One of the great things about Google is the ease in which 3rd party developers (not Google) can create programs that add functionality to Google products. I’ve talked a lot about one of these examples, Chrome Extensions, in the past and have shared several of my favourites with you.
Add-ons are just as their name suggests, add-ons to Google Docs, Sheets, and Forms which add additional capabilities to Google Apps. Watch the quick tutorial video on the right to see how easy it is to find, add, and use Add-ons.
In this post, I will share a few of my favourite and some other popular Add-ons for Docs, Forms and Sheets.
The Bibliography Creator by EasyBib allows you to easily create a bibliography that is alphabetized and added to the end of a paper. Simply choose book, journal article, or website, enter the title or URL, choose your citation style (MLA, APA, Chicago, Harvard…) and select your source from the search results. When you're finished, Click Add Bibliography to Doc and your citations will be alphabetized and added to the end of your paper.
Choice Eliminator will eliminate options from a multiple-choice, list, or checkbox type of question. It is a great tool to use for any type of sign up whether it be for time slots or having students choose topics without doubling up.
Appends Google Form question responses to the bottom of selected Google Docs. In other words, it organizes the responses of a Google Form into one Google Doc. Form responses can be organized as a bulleted list, separate vertical tables, or new rows in a single horizontal table, they can be timestamped and can include username if needed.
Use to update and keep a daily agenda of class activities.
I have a Google Doc for each course I teach and use a simple form that asks for the course, date, lesson topic, and lesson description/assignment. It takes less than a minute for me to complete the form and then DocAppender takes that information and populates the appropriate Google Doc which is shared on my website. My daily agenda is now available for everyone to see! See it HERE!

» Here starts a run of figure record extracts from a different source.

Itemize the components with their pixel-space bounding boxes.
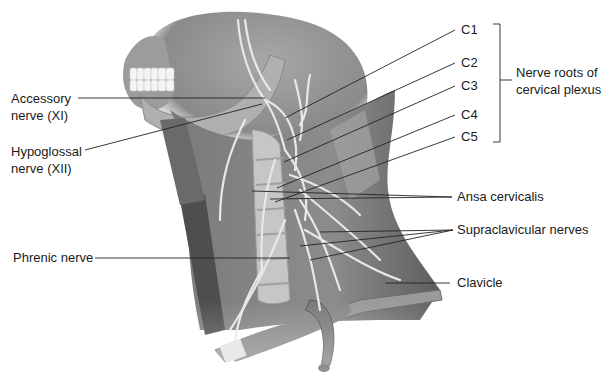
- label-hypoglossal-nerve: Hypoglossal nerve (XII): [11, 143, 82, 177]
- label-supraclavicular-nerves: Supraclavicular nerves: [457, 222, 589, 238]
- label-bracket-line2: cervical plexus: [516, 81, 601, 98]
- label-c1: C1: [461, 22, 478, 38]
- label-c3: C3: [461, 78, 478, 94]
- teeth: [130, 68, 174, 91]
- label-c2: C2: [461, 55, 478, 71]
- label-accessory-line2: nerve (XI): [11, 107, 71, 124]
- label-ansa-cervicalis: Ansa cervicalis: [457, 189, 544, 205]
- label-c4: C4: [461, 107, 478, 123]
- label-accessory-line1: Accessory: [11, 90, 71, 107]
- label-accessory-nerve: Accessory nerve (XI): [11, 90, 71, 124]
- label-clavicle: Clavicle: [457, 275, 503, 291]
- label-c5: C5: [461, 129, 478, 145]
- label-phrenic-nerve: Phrenic nerve: [13, 250, 93, 266]
- label-hypoglossal-line2: nerve (XII): [11, 160, 82, 177]
- label-bracket-line1: Nerve roots of: [516, 64, 601, 81]
- label-hypoglossal-line1: Hypoglossal: [11, 143, 82, 160]
- label-nerve-roots-bracket: Nerve roots of cervical plexus: [516, 64, 601, 98]
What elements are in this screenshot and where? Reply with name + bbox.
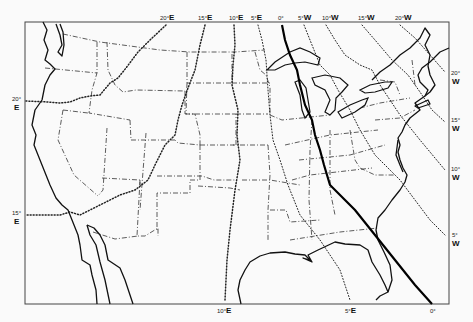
label-bottom-10e: 10°E [217,306,232,315]
label-right-5w-deg: 5° [452,232,458,238]
isogonic-20e [26,25,166,103]
label-right-20w-dir: W [452,77,460,86]
label-left-15e-dir: E [14,217,20,226]
isogonic-lines [26,25,445,300]
label-right-10w-deg: 10° [451,166,461,172]
isogonic-10w [326,25,445,170]
left-labels: 20° E 15° E [12,96,22,226]
label-top-10w: 10°W [322,13,339,22]
right-labels: 20° W 15° W 10° W 5° W [451,70,461,248]
label-top-5e: 5°E [251,13,263,22]
label-left-15e-deg: 15° [12,210,22,216]
agonic-line-0deg [282,25,432,304]
label-top-15e: 15°E [198,13,213,22]
label-top-15w: 15°W [358,13,375,22]
label-left-20e-deg: 20° [12,96,22,102]
coastlines [32,22,449,304]
label-right-5w-dir: W [452,239,460,248]
label-bottom-5e: 5°E [345,306,357,315]
isogonic-map: 20°E 15°E 10°E 5°E 0° 5°W 10°W 15°W 20°W… [0,0,473,322]
label-top-5w: 5°W [298,13,312,22]
lake-erie [338,98,368,118]
label-top-20w: 20°W [395,13,412,22]
great-lakes [267,48,392,118]
isogonic-10e [225,25,240,300]
label-right-15w-deg: 15° [451,117,461,123]
state-borders [45,34,415,240]
lake-superior [267,48,320,70]
map-frame [25,22,449,304]
label-right-15w-dir: W [452,124,460,133]
label-top-0: 0° [278,15,284,21]
lake-ontario [360,82,392,93]
isogonic-15w [362,25,445,122]
isogonic-15e [26,25,205,215]
label-top-10e: 10°E [229,13,244,22]
label-right-20w-deg: 20° [451,70,461,76]
label-top-20e: 20°E [160,13,175,22]
label-bottom-0: 0° [430,308,436,314]
top-labels: 20°E 15°E 10°E 5°E 0° 5°W 10°W 15°W 20°W [160,13,412,22]
label-left-20e-dir: E [14,103,20,112]
label-right-10w-dir: W [452,173,460,182]
bottom-labels: 10°E 5°E 0° [217,306,436,315]
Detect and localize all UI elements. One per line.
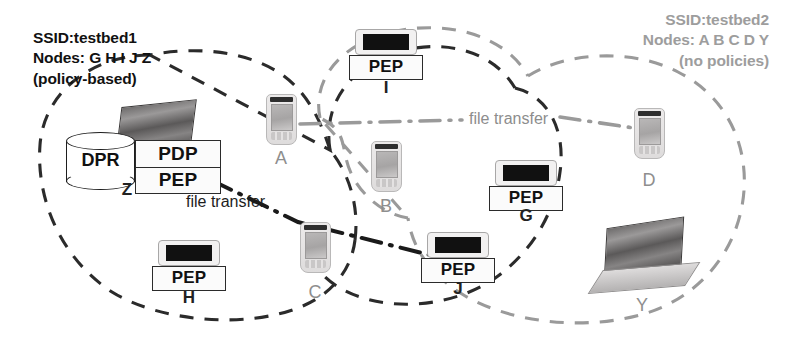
network-diagram: SSID:testbed1 Nodes: G H I J Z (policy-b… (0, 0, 787, 362)
node-i[interactable]: PEP (349, 29, 423, 80)
node-a[interactable] (266, 94, 297, 145)
node-z-policy-stack[interactable]: PDP PEP (135, 140, 221, 194)
node-a-device[interactable] (266, 94, 297, 145)
node-h-device[interactable] (158, 240, 220, 266)
device-keys (639, 146, 660, 154)
node-label-g: G (511, 206, 541, 226)
device-screen (503, 165, 549, 181)
cylinder-top (66, 132, 135, 150)
device-screen (435, 237, 481, 253)
device-keys (271, 132, 292, 140)
node-label-b: B (371, 196, 401, 217)
node-i-device[interactable] (355, 29, 417, 55)
flow-label-bottom: file transfer (186, 193, 265, 211)
node-c[interactable] (300, 222, 331, 273)
flow-line-a-to-d (300, 117, 634, 128)
node-label-y: Y (627, 295, 657, 316)
device-screen (639, 118, 661, 145)
device-strip (375, 144, 398, 149)
device-strip (304, 225, 327, 230)
node-z-pep-box[interactable]: PEP (135, 168, 221, 194)
device-screen (166, 245, 212, 261)
device-keys (376, 179, 397, 187)
device-screen (271, 104, 293, 131)
network-label-testbed2: SSID:testbed2 Nodes: A B C D Y (no polic… (643, 10, 769, 71)
device-screen (305, 232, 327, 259)
node-j[interactable]: PEP (421, 232, 495, 283)
node-label-j: J (443, 279, 473, 299)
node-d[interactable] (634, 108, 665, 159)
node-y-laptop[interactable] (598, 222, 690, 294)
device-keys (305, 260, 326, 268)
flow-label-top: file transfer (469, 110, 548, 128)
device-strip (270, 97, 293, 102)
node-b[interactable] (371, 141, 402, 192)
node-label-d: D (634, 170, 664, 191)
node-i-pep-box[interactable]: PEP (349, 55, 423, 80)
node-b-device[interactable] (371, 141, 402, 192)
node-c-device[interactable] (300, 222, 331, 273)
node-j-device[interactable] (427, 232, 489, 258)
dpr-label: DPR (66, 150, 135, 171)
device-screen (376, 151, 398, 178)
node-g-device[interactable] (495, 160, 557, 186)
device-strip (638, 111, 661, 116)
device-screen (363, 34, 409, 50)
node-label-z: Z (112, 180, 142, 200)
node-label-i: I (371, 78, 401, 98)
network-label-testbed1: SSID:testbed1 Nodes: G H I J Z (policy-b… (33, 28, 151, 89)
node-label-h: H (174, 288, 204, 308)
pdp-box[interactable]: PDP (135, 140, 221, 168)
node-label-a: A (266, 148, 296, 169)
node-g[interactable]: PEP (489, 160, 563, 211)
node-d-device[interactable] (634, 108, 665, 159)
node-label-c: C (300, 282, 330, 303)
node-h[interactable]: PEP (152, 240, 226, 291)
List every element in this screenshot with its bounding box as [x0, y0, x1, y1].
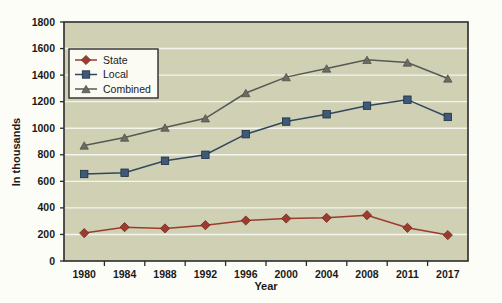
data-point-local-1992 — [202, 151, 209, 158]
data-point-local-2008 — [363, 102, 370, 109]
x-tick-label-1984: 1984 — [113, 268, 137, 280]
x-tick-label-1980: 1980 — [73, 268, 97, 280]
line-chart-figure: 020040060080010001200140016001800 198019… — [0, 0, 502, 303]
data-point-local-2004 — [323, 111, 330, 118]
y-tick-label-800: 800 — [37, 148, 55, 160]
y-tick-label-600: 600 — [37, 175, 55, 187]
x-axis-title: Year — [254, 280, 278, 292]
y-tick-label-1000: 1000 — [32, 122, 56, 134]
x-tick-label-2017: 2017 — [436, 268, 460, 280]
x-tick-label-2011: 2011 — [396, 268, 419, 280]
y-tick-label-0: 0 — [49, 255, 55, 267]
x-tick-label-2008: 2008 — [355, 268, 379, 280]
x-tick-label-1992: 1992 — [194, 268, 218, 280]
y-tick-label-1200: 1200 — [32, 95, 56, 107]
data-point-local-2000 — [283, 118, 290, 125]
y-tick-label-1600: 1600 — [32, 42, 56, 54]
data-point-local-1984 — [121, 169, 128, 176]
y-tick-label-1800: 1800 — [32, 16, 56, 28]
data-point-local-1988 — [161, 157, 168, 164]
data-point-local-1996 — [242, 130, 249, 137]
legend-label-local: Local — [103, 68, 128, 80]
y-tick-label-400: 400 — [37, 201, 55, 213]
x-tick-label-2004: 2004 — [315, 268, 339, 280]
y-axis-title: In thousands — [10, 118, 22, 186]
y-tick-label-200: 200 — [37, 228, 55, 240]
legend-marker-local — [82, 71, 89, 78]
data-point-local-2011 — [404, 96, 411, 103]
x-tick-label-1988: 1988 — [153, 268, 177, 280]
data-point-local-2017 — [444, 113, 451, 120]
legend-label-combined: Combined — [103, 83, 151, 95]
data-point-local-1980 — [81, 170, 88, 177]
x-tick-label-1996: 1996 — [234, 268, 258, 280]
legend-label-state: State — [103, 54, 128, 66]
y-tick-label-1400: 1400 — [32, 69, 56, 81]
chart-legend: StateLocalCombined — [69, 49, 158, 98]
x-tick-label-2000: 2000 — [275, 268, 299, 280]
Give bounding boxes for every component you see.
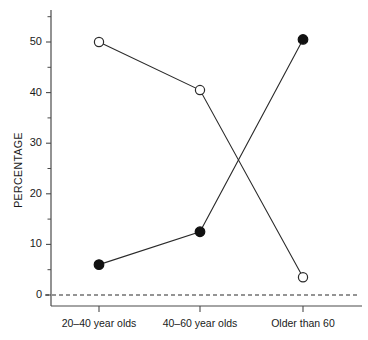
series-0-point-2 [298,273,307,282]
y-tick-label-40: 40 [30,86,42,98]
x-tick-label-1: 40–60 year olds [163,317,238,329]
chart-container: PERCENTAGE 01020304050 20–40 year olds40… [0,0,368,340]
series-1-point-2 [298,35,308,45]
series-1-point-1 [195,227,205,237]
series-0-point-0 [94,37,103,46]
y-tick-label-10: 10 [30,237,42,249]
y-tick-label-20: 20 [30,187,42,199]
x-tick-label-0: 20–40 year olds [62,317,137,329]
x-axis-ticks [99,306,303,312]
y-tick-label-30: 30 [30,136,42,148]
series-0-point-1 [195,85,204,94]
series-markers [94,35,308,282]
line-chart: PERCENTAGE 01020304050 20–40 year olds40… [0,0,368,340]
y-axis-title: PERCENTAGE [12,132,24,208]
series-0-line [99,42,303,277]
y-axis-tick-labels: 01020304050 [30,35,42,300]
y-tick-label-50: 50 [30,35,42,47]
y-axis-title-label: PERCENTAGE [12,132,24,208]
series-lines [99,39,303,277]
series-1-point-0 [94,260,104,270]
x-axis-tick-labels: 20–40 year olds40–60 year oldsOlder than… [62,317,335,329]
x-tick-label-2: Older than 60 [271,317,335,329]
y-tick-label-0: 0 [36,288,42,300]
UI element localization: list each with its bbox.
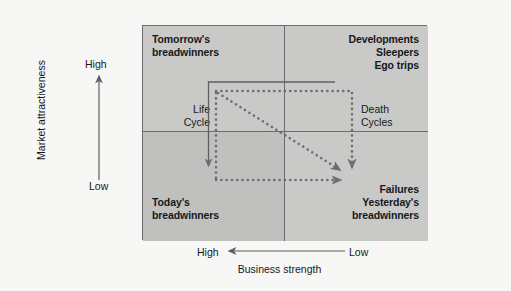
y-axis-high-label: High	[85, 58, 107, 70]
vertical-divider	[284, 26, 285, 241]
y-axis-low-label: Low	[89, 180, 108, 192]
quadrant-bottom-left	[143, 131, 284, 241]
figure-canvas: Tomorrow's breadwinners Developments Sle…	[0, 0, 511, 291]
y-axis-title: Market attractiveness	[35, 35, 47, 185]
horizontal-divider	[143, 131, 428, 132]
quadrant-label-failures: Failures Yesterday's breadwinners	[352, 183, 419, 222]
annotation-death-cycles: Death Cycles	[361, 103, 407, 129]
x-axis-low-label: Low	[349, 246, 368, 258]
quadrant-label-tomorrows-breadwinners: Tomorrow's breadwinners	[152, 33, 219, 59]
x-axis-high-label: High	[197, 246, 219, 258]
quadrant-label-todays-breadwinners: Today's breadwinners	[152, 196, 219, 222]
quadrant-label-developments: Developments Sleepers Ego trips	[348, 33, 419, 72]
x-axis-title: Business strength	[0, 263, 511, 275]
annotation-life-cycle: Life Cycle	[176, 103, 210, 129]
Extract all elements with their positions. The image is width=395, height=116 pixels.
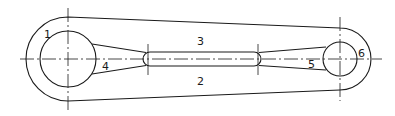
label-3: 3 bbox=[197, 35, 204, 48]
label-2: 2 bbox=[197, 75, 204, 88]
right-taper-top bbox=[259, 47, 326, 53]
left-taper-top bbox=[92, 44, 146, 53]
link-drawing: 1 2 3 4 5 6 bbox=[0, 0, 395, 116]
label-5: 5 bbox=[308, 58, 315, 71]
label-1: 1 bbox=[44, 28, 51, 41]
left-taper-bottom bbox=[92, 66, 146, 75]
label-6: 6 bbox=[358, 47, 365, 60]
diagram-svg: 1 2 3 4 5 6 bbox=[0, 0, 395, 116]
label-4: 4 bbox=[102, 60, 109, 73]
right-taper-bottom bbox=[259, 66, 326, 71]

Keep a Google Doc per student where you log a running record of observations around a particular skill, like reading or numeracy.
Great for peer review protocols on student Docs that you have editing rights on. Give all students the link to your form and their peer assessments will all paste into the bottom of the selected student doc
Flippity is a series of web apps that easily and quickly turn Google Sheets into a variety of useful tools.
For example you can create:
Online Flashcards
Quiz Show (Jeopardy Like).
Hangman, MadLibs, Crosswords, Bingo...
One of my favourite features is the ability to create random student groups using the Random Name Picker.
Doctopus gives teachers the ability to mass-copy (from a starter template), share, monitor student progress, and manage grading and feedback for student projects in Google Drive.
Its tentacles copy and "hand out" Drive files to a roster of students, giving teachers full control over starter template, sharing configuration, folder organization and file naming, as well as visibility over all work in progress -- including the ability to bulk revoke and revert student editing rights around submission deadlines, as well the ability to fetch word, revision, and comment counts on all student files.
If you use Google Forms for assessment Flubaroo is the best add-on to Google Forms/Sheets (I like it even better than than the Forms Quiz setting). Flubaroo lets you quickly grade and analyze student performance on multiple choice and fill-in assignments.
By running Flubaroo you'll be able to:
Get scores for each student, and identify students in need of extra help.
View average score, and a histogram of scores.
Quickly identify questions which a majority of the students missed.
Share scores with students via email or Google Drive, along with optional notes to the class and/or to each student.
Assign your own score to open-ended questions.